Although Jesus knew that He would raise Lazarus from the dead, He still wept with the man’s grieving family. And although He knew that He was fulfilling God’s redemptive plan at Calvary, He still experienced fear and pain. No one could take that away from Him either.

We have to remember that He was also wholly God, which makes Him uniquely capable of understanding our pain. And totally human, which made Him desire to be freed from His fate.

That very fact means  He is weeping alongside every person going through a difficult time – through family troubles, through loneliness, through illness, through death. He wanted to push it away from Himself, but still drank that bitter cup to its very dregs for us. This is no well-meaning, aloof God, patting our hands and saying, ‘there, there’. Jesus has experienced all the horror of death so that we never have to.

I would be lying if I said that the bereaved Christian does not suffer. Of course they do. There is a sentiment I hear expressed in prayer for the bereaved from time to time in church which, I feel, sums up the great emptiness of it. ‘We pray for those who have lost loved ones – how difficult that a familiar voice is gone and that the home is now silent’. That is unendingly hard, it’s true.

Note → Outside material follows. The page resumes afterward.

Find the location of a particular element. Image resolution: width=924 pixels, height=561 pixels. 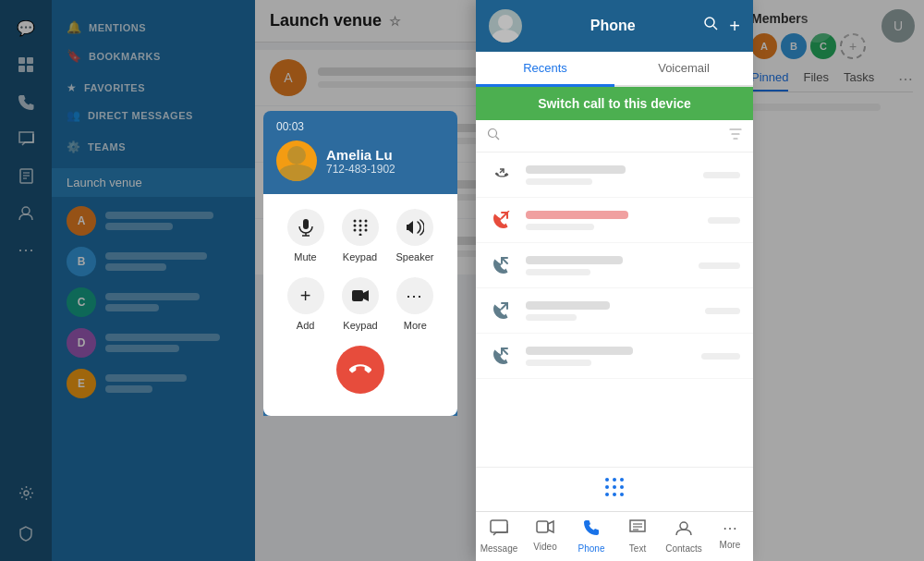

more-nav-icon: ⋯ is located at coordinates (730, 529).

Throughout Donnie’s illness, my mother kept getting the same text: ‘This sickness is not unto death’; she and I both clung to that promise. We forgot something, though. Our understanding of death, and God’s meaning in these words, are simply not the same.

After all, it doesn’t end there – it continues, ‘but for the glory of God’.

My home is a lot quieter these days, and a much-loved voice is gone. I would have him back, but I also know that if there are bolts on the doors of Heaven, they are sure to be on the inside.

I have nursed my husband when there was hope he would recover, and when there was none. And I have done many things I had believed were years away – cleared his wardrobe, stopped his mail, picked his headstone – but I cannot feel the pain of other widows doing the same things. Of course I empathise with bereaved people, and yes, probably more now than ever, but I am limited in what I can take on of their suffering.

Jesus is not limited. He is limitless. Our Saviour weeps with us, binds up our broken hearts and gives us not only the one comfort to be had, but the greatest comfort that could ever be: death shall have no dominion.

This Jesus, on the brink of a savage death, was afraid. He suffered unimaginably, but He went through it. My prayer for anyone whose home is silent because of death, is that they would speak to Him. Speak and He will answer. He will not leave or forsake you. He knows what you are feeling – better even than you do yourself.